Its not a fix all, but it does for example provide a means to make a mining operation much less profitable; and it inspires using less instead of more, which is what our current economy is based on. Even mining is inherently designed to inspire throwing every more energy at the problem... to do what? Solve puzzles with solutions that print money?
Posted on Reply
#44
repman244
Mining should be banned by law, it's a complete waste of resources to produce absolutely nothing.
Posted on Reply
#45
mouacyk
Maybe the increasing complexity of cryto-mining will accelerate our march towards a K2 civilization, and drain the sun's energy for a chance at digging up a doge. Seriously, people need to understand that not every miner's work is valuable. So what is the cost of the wasted effort?
Posted on Reply
#46
Chrispy_
The thing about gamers' cards are that they're not running 24/7/365 and most people only have one card. Even with a single-card mining rig at just 60% power limit, mining uses a lot of power because it's running at 60% power for all 168 hours in a week. 60% power limit on a 3080 is still 210W.

I game for maybe 10 hours a week, possibly 20 during COVID lockdown but that's unusual and we've only had a couple of short lockdowns this year. Some people game more than me but I still doubt they're gaming for 168 hours a week. Gaming does not use 350W at all times, so even with the power limit at 100% the average gaming consumption is only 300W.

300W for 10 hours is definitely less wasteful than 210W for 168 hours every week. 118x less wasteful, to be exact - and this is a single-card comparison. Miners will usually buy multiple cards so an 8-card mining rig is almost 1000x worse than a gamer in terms of GPU energy usage.
Posted on Reply
#47
ThrashZone
Hi,
Must be some good tax write offs somewhere
Could be some new electric companies doing all this mining lol
Posted on Reply
#48
R-T-B
repman244Mining should be banned by law, it's a complete waste of resources to produce absolutely nothing.
The payment network is the product, which is actually more a product than gaming produces.

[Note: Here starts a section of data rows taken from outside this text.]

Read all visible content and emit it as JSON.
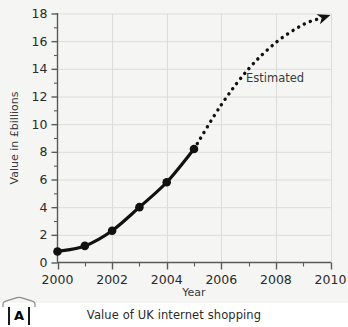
{
  "figure": {
    "badge_label": "A",
    "caption": "Value of UK internet shopping"
  },
  "chart_data": {
    "type": "line",
    "title": "",
    "subtitle": "",
    "xlabel": "Year",
    "ylabel": "Value in £billions",
    "xlim": [
      2000,
      2010
    ],
    "ylim": [
      0,
      18
    ],
    "x_ticks": [
      2000,
      2001,
      2002,
      2003,
      2004,
      2005,
      2006,
      2007,
      2008,
      2009,
      2010
    ],
    "x_tick_labels": [
      "2000",
      "",
      "2002",
      "",
      "2004",
      "",
      "2006",
      "",
      "2008",
      "",
      "2010"
    ],
    "x_major_ticks": [
      2000,
      2002,
      2004,
      2006,
      2008,
      2010
    ],
    "y_ticks": [
      0,
      1,
      2,
      3,
      4,
      5,
      6,
      7,
      8,
      9,
      10,
      11,
      12,
      13,
      14,
      15,
      16,
      17,
      18
    ],
    "y_tick_labels": [
      "0",
      "",
      "2",
      "",
      "4",
      "",
      "6",
      "",
      "8",
      "",
      "10",
      "",
      "12",
      "",
      "14",
      "",
      "16",
      "",
      "18"
    ],
    "y_major_ticks": [
      0,
      2,
      4,
      6,
      8,
      10,
      12,
      14,
      16,
      18
    ],
    "grid": true,
    "grid_axis": "both",
    "grid_color": "#dcdcda",
    "legend": false,
    "series": [
      {
        "name": "Actual",
        "style": "solid",
        "markers": true,
        "color": "#111111",
        "x": [
          2000,
          2001,
          2002,
          2003,
          2004,
          2005
        ],
        "values": [
          0.8,
          1.2,
          2.3,
          4.0,
          5.8,
          8.2
        ]
      },
      {
        "name": "Estimated",
        "style": "dotted",
        "markers": false,
        "arrow": true,
        "color": "#111111",
        "x": [
          2005,
          2006,
          2007,
          2008,
          2009,
          2010
        ],
        "values": [
          8.2,
          11.4,
          14.0,
          15.9,
          17.2,
          17.9
        ]
      }
    ],
    "annotations": [
      {
        "text": "Estimated",
        "x": 2007.0,
        "y": 13.0
      }
    ]
  }
}
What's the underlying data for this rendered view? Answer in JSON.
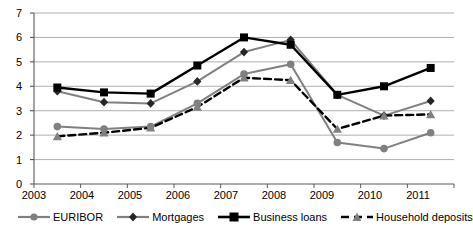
{
  "chart_data": {
    "type": "line",
    "title": "",
    "subtitle": "",
    "xlabel": "",
    "ylabel": "",
    "categories": [
      "2003",
      "2004",
      "2005",
      "2006",
      "2007",
      "2008",
      "2009",
      "2010",
      "2011"
    ],
    "ylim": [
      0,
      7
    ],
    "yticks": [
      "0",
      "1",
      "2",
      "3",
      "4",
      "5",
      "6",
      "7"
    ],
    "grid": "horizontal",
    "legend_position": "bottom",
    "series": [
      {
        "name": "EURIBOR",
        "color": "#808080",
        "marker": "circle",
        "line": "solid",
        "values": [
          2.35,
          2.25,
          2.35,
          3.3,
          4.5,
          4.9,
          1.7,
          1.45,
          2.1
        ]
      },
      {
        "name": "Mortgages",
        "color": "#808080",
        "marker_color": "#262626",
        "marker": "diamond",
        "line": "solid",
        "values": [
          3.8,
          3.35,
          3.3,
          4.2,
          5.4,
          5.9,
          3.65,
          2.8,
          3.4
        ]
      },
      {
        "name": "Business loans",
        "color": "#000000",
        "marker": "square",
        "line": "solid",
        "values": [
          3.95,
          3.75,
          3.7,
          4.85,
          6.0,
          5.7,
          3.65,
          4.0,
          4.75
        ]
      },
      {
        "name": "Household deposits",
        "color": "#000000",
        "marker_color": "#808080",
        "marker": "triangle",
        "line": "dashed",
        "values": [
          1.95,
          2.1,
          2.3,
          3.15,
          4.35,
          4.25,
          2.25,
          2.8,
          2.85
        ]
      }
    ]
  },
  "axis": {
    "y_labels": [
      "7",
      "6",
      "5",
      "4",
      "3",
      "2",
      "1",
      "0"
    ],
    "x_labels": [
      "2003",
      "2004",
      "2005",
      "2006",
      "2007",
      "2008",
      "2009",
      "2010",
      "2011"
    ]
  },
  "legend": {
    "items": [
      {
        "label": "EURIBOR",
        "marker": "circle-marker-icon"
      },
      {
        "label": "Mortgages",
        "marker": "diamond-marker-icon"
      },
      {
        "label": "Business loans",
        "marker": "square-marker-icon"
      },
      {
        "label": "Household deposits",
        "marker": "triangle-marker-icon"
      }
    ]
  }
}
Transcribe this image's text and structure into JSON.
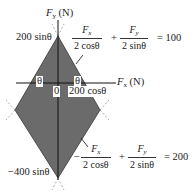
{
  "axes": {
    "y_label": "F_y (N)",
    "x_label": "F_x (N)",
    "origin_label": "0"
  },
  "vertex_labels": {
    "top": "200 sinθ",
    "bottom": "−400 sinθ",
    "x_intercept": "200 cosθ"
  },
  "angle_labels": [
    "θ",
    "θ"
  ],
  "equations": {
    "upper": {
      "term1_num": "F_x",
      "term1_den": "2 cosθ",
      "op": "+",
      "term2_num": "F_y",
      "term2_den": "2 sinθ",
      "rhs": "= 100"
    },
    "lower": {
      "sign": "−",
      "term1_num": "F_x",
      "term1_den": "2 cosθ",
      "op": "+",
      "term2_num": "F_y",
      "term2_den": "2 sinθ",
      "rhs": "= 200"
    }
  },
  "colors": {
    "fill": "#6b6b6b",
    "line": "#222222",
    "dashed": "#888888"
  }
}
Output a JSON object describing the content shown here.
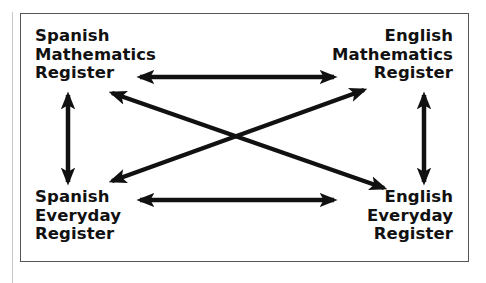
{
  "diagram": {
    "type": "register-relationship-diagram",
    "nodes": [
      {
        "id": "spanish-math",
        "lines": [
          "Spanish",
          "Mathematics",
          "Register"
        ],
        "position": "top-left"
      },
      {
        "id": "english-math",
        "lines": [
          "English",
          "Mathematics",
          "Register"
        ],
        "position": "top-right"
      },
      {
        "id": "spanish-everyday",
        "lines": [
          "Spanish",
          "Everyday",
          "Register"
        ],
        "position": "bottom-left"
      },
      {
        "id": "english-everyday",
        "lines": [
          "English",
          "Everyday",
          "Register"
        ],
        "position": "bottom-right"
      }
    ],
    "edges": [
      {
        "from": "spanish-math",
        "to": "english-math",
        "direction": "bidirectional"
      },
      {
        "from": "spanish-everyday",
        "to": "english-everyday",
        "direction": "bidirectional"
      },
      {
        "from": "spanish-math",
        "to": "spanish-everyday",
        "direction": "bidirectional"
      },
      {
        "from": "english-math",
        "to": "english-everyday",
        "direction": "bidirectional"
      },
      {
        "from": "spanish-math",
        "to": "english-everyday",
        "direction": "bidirectional"
      },
      {
        "from": "spanish-everyday",
        "to": "english-math",
        "direction": "bidirectional"
      }
    ],
    "colors": {
      "arrow": "#111111",
      "text": "#111111",
      "border": "#555555",
      "background": "#ffffff"
    }
  }
}
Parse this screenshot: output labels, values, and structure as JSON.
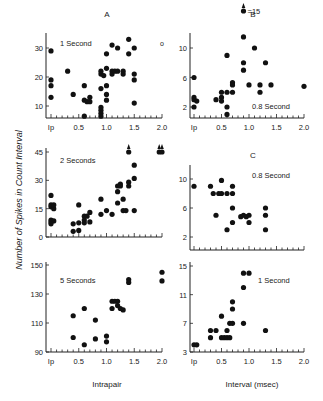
{
  "figure": {
    "ylabel": "Number of Spikes in Count Interval",
    "xlabel_left": "Intrapair",
    "xlabel_right": "Interval (msec)"
  },
  "chart_data": [
    {
      "id": "A-1s",
      "type": "scatter",
      "panel_letter": "A",
      "title": "1 Second",
      "xlabel": "Intrapair Interval (msec)",
      "ylabel": "Number of Spikes in Count Interval",
      "xticks": [
        "Ip",
        "0.5",
        "1.0",
        "1.5",
        "2.0"
      ],
      "yticks": [
        10,
        20,
        30
      ],
      "ylim": [
        6,
        34
      ],
      "extra_marker": "o",
      "points": [
        [
          0,
          29
        ],
        [
          0,
          19
        ],
        [
          0,
          17
        ],
        [
          0,
          13
        ],
        [
          0.3,
          22
        ],
        [
          0.4,
          14
        ],
        [
          0.6,
          17
        ],
        [
          0.6,
          12
        ],
        [
          0.6,
          6.5
        ],
        [
          0.65,
          11.5
        ],
        [
          0.7,
          13
        ],
        [
          0.7,
          11.5
        ],
        [
          0.9,
          16
        ],
        [
          0.9,
          9.5
        ],
        [
          0.9,
          8.5
        ],
        [
          0.9,
          7.5
        ],
        [
          0.9,
          6.5
        ],
        [
          0.9,
          21
        ],
        [
          0.9,
          22
        ],
        [
          0.95,
          20.5
        ],
        [
          1.0,
          28
        ],
        [
          1.0,
          23
        ],
        [
          1.0,
          17
        ],
        [
          1.0,
          14
        ],
        [
          1.0,
          12
        ],
        [
          1.1,
          31
        ],
        [
          1.1,
          22
        ],
        [
          1.1,
          21
        ],
        [
          1.15,
          22
        ],
        [
          1.2,
          30
        ],
        [
          1.2,
          22
        ],
        [
          1.3,
          22
        ],
        [
          1.3,
          21
        ],
        [
          1.4,
          33
        ],
        [
          1.4,
          28
        ],
        [
          1.5,
          30
        ],
        [
          1.5,
          21
        ],
        [
          1.5,
          19
        ],
        [
          1.5,
          11
        ]
      ]
    },
    {
      "id": "B-0.8s",
      "type": "scatter",
      "panel_letter": "B",
      "title": "0.8 Second",
      "xlabel": "Interval (msec)",
      "ylabel": "Number of Spikes in Count Interval",
      "xticks": [
        "Ip",
        "0.5",
        "1.0",
        "1.5",
        "2.0"
      ],
      "yticks": [
        2,
        6,
        10
      ],
      "ylim": [
        0.5,
        11.5
      ],
      "annotation": "=15",
      "off_scale": [
        [
          0.9,
          15
        ]
      ],
      "points": [
        [
          0,
          6
        ],
        [
          0,
          3.3
        ],
        [
          0,
          3
        ],
        [
          0.05,
          2.8
        ],
        [
          0,
          2
        ],
        [
          0.4,
          3
        ],
        [
          0.5,
          4
        ],
        [
          0.5,
          3.3
        ],
        [
          0.5,
          2.8
        ],
        [
          0.6,
          9
        ],
        [
          0.6,
          4
        ],
        [
          0.6,
          2
        ],
        [
          0.6,
          1
        ],
        [
          0.7,
          5.3
        ],
        [
          0.7,
          5
        ],
        [
          0.7,
          4
        ],
        [
          0.9,
          11.5
        ],
        [
          0.9,
          8
        ],
        [
          0.9,
          7
        ],
        [
          1.0,
          5
        ],
        [
          1.1,
          10
        ],
        [
          1.2,
          5
        ],
        [
          1.2,
          4
        ],
        [
          1.3,
          8
        ],
        [
          1.4,
          5
        ],
        [
          2.0,
          4.8
        ]
      ]
    },
    {
      "id": "A-2s",
      "type": "scatter",
      "title": "2 Seconds",
      "xlabel": "Intrapair Interval (msec)",
      "ylabel": "Number of Spikes in Count Interval",
      "xticks": [
        "Ip",
        "0.5",
        "1.0",
        "1.5",
        "2.0"
      ],
      "yticks": [
        0,
        15,
        30,
        45
      ],
      "ylim": [
        0,
        48
      ],
      "off_scale": [
        [
          1.4,
          45
        ],
        [
          1.95,
          45
        ],
        [
          2.0,
          45
        ]
      ],
      "points": [
        [
          0,
          22
        ],
        [
          0,
          17
        ],
        [
          0,
          16
        ],
        [
          0.05,
          15
        ],
        [
          0.05,
          17
        ],
        [
          0,
          9
        ],
        [
          0,
          8
        ],
        [
          0.05,
          8.5
        ],
        [
          0,
          7
        ],
        [
          0.4,
          7
        ],
        [
          0.4,
          3
        ],
        [
          0.5,
          7.5
        ],
        [
          0.5,
          3.5
        ],
        [
          0.5,
          17
        ],
        [
          0.6,
          11
        ],
        [
          0.6,
          9
        ],
        [
          0.6,
          7.5
        ],
        [
          0.65,
          11
        ],
        [
          0.7,
          13
        ],
        [
          0.7,
          8
        ],
        [
          0.9,
          20
        ],
        [
          0.9,
          12
        ],
        [
          1.0,
          14
        ],
        [
          1.1,
          12
        ],
        [
          1.2,
          27
        ],
        [
          1.2,
          24
        ],
        [
          1.2,
          18
        ],
        [
          1.25,
          28
        ],
        [
          1.25,
          27
        ],
        [
          1.3,
          20
        ],
        [
          1.3,
          14
        ],
        [
          1.35,
          14
        ],
        [
          1.4,
          29
        ],
        [
          1.4,
          27
        ],
        [
          1.5,
          38
        ],
        [
          1.5,
          31
        ],
        [
          1.5,
          14
        ]
      ]
    },
    {
      "id": "C-0.8s",
      "type": "scatter",
      "panel_letter": "C",
      "title": "0.8 Second",
      "xlabel": "Interval (msec)",
      "ylabel": "Number of Spikes in Count Interval",
      "xticks": [
        "Ip",
        "0.5",
        "1.0",
        "1.5",
        "2.0"
      ],
      "yticks": [
        2,
        6,
        10
      ],
      "ylim": [
        0.5,
        11.5
      ],
      "points": [
        [
          0,
          9
        ],
        [
          0.3,
          9
        ],
        [
          0.35,
          8
        ],
        [
          0.4,
          5
        ],
        [
          0.45,
          8
        ],
        [
          0.5,
          9.8
        ],
        [
          0.5,
          8
        ],
        [
          0.6,
          8
        ],
        [
          0.6,
          3
        ],
        [
          0.7,
          9
        ],
        [
          0.7,
          8
        ],
        [
          0.7,
          6
        ],
        [
          0.7,
          4
        ],
        [
          0.85,
          4.8
        ],
        [
          0.9,
          5
        ],
        [
          0.95,
          4.8
        ],
        [
          1.0,
          5
        ],
        [
          1.0,
          4
        ],
        [
          1.3,
          6
        ],
        [
          1.3,
          5
        ],
        [
          1.3,
          3
        ]
      ]
    },
    {
      "id": "A-5s",
      "type": "scatter",
      "title": "5 Seconds",
      "xlabel": "Intrapair Interval (msec)",
      "ylabel": "Number of Spikes in Count Interval",
      "xticks": [
        "Ip",
        "0.5",
        "1.0",
        "1.5",
        "2.0"
      ],
      "yticks": [
        90,
        110,
        130,
        150
      ],
      "ylim": [
        90,
        150
      ],
      "points": [
        [
          0.4,
          115
        ],
        [
          0.4,
          100
        ],
        [
          0.6,
          120
        ],
        [
          0.6,
          95
        ],
        [
          0.8,
          112
        ],
        [
          0.8,
          99
        ],
        [
          1.0,
          101
        ],
        [
          1.0,
          97
        ],
        [
          1.1,
          125
        ],
        [
          1.1,
          120
        ],
        [
          1.15,
          125
        ],
        [
          1.2,
          125
        ],
        [
          1.2,
          122
        ],
        [
          1.25,
          120
        ],
        [
          1.3,
          119
        ],
        [
          1.4,
          140
        ],
        [
          1.4,
          138
        ],
        [
          2.0,
          145
        ],
        [
          2.0,
          139
        ]
      ]
    },
    {
      "id": "C-1s",
      "type": "scatter",
      "title": "1 Second",
      "xlabel": "Interval (msec)",
      "ylabel": "Number of Spikes in Count Interval",
      "xticks": [
        "Ip",
        "0.5",
        "1.0",
        "1.5",
        "2.0"
      ],
      "yticks": [
        3,
        7,
        11,
        15
      ],
      "ylim": [
        3,
        15
      ],
      "points": [
        [
          0,
          4
        ],
        [
          0.05,
          4
        ],
        [
          0.3,
          6
        ],
        [
          0.3,
          5
        ],
        [
          0.4,
          6
        ],
        [
          0.5,
          8
        ],
        [
          0.5,
          5
        ],
        [
          0.55,
          5
        ],
        [
          0.6,
          6
        ],
        [
          0.6,
          5
        ],
        [
          0.65,
          5
        ],
        [
          0.65,
          7
        ],
        [
          0.7,
          10
        ],
        [
          0.7,
          9
        ],
        [
          0.7,
          7
        ],
        [
          0.9,
          14
        ],
        [
          0.9,
          12
        ],
        [
          0.9,
          7
        ],
        [
          1.0,
          14
        ],
        [
          1.3,
          6
        ]
      ]
    }
  ]
}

I'm not saying it's a good use of resources mind. It isn't really. But it is a bad argument to follow, what you are proposing.
Posted on Reply
#49
Upgrayedd
halcyonThis crypto-ponzi-scam is getting really tired. Hope they come up with a cheap ASIC soon that kills the whole mining biz.
ETH was designed to be ASIC resistant. That's why you're looking at this article.
Posted on Reply
#50
awesomesauce
compagny should separate gaming and mining card

make specific card for mining

i dont know if that possible

is buying old card that has mined really good? isnt proved mined card lose warranties?
i remember something with MSI if they see card has mined they dont repair.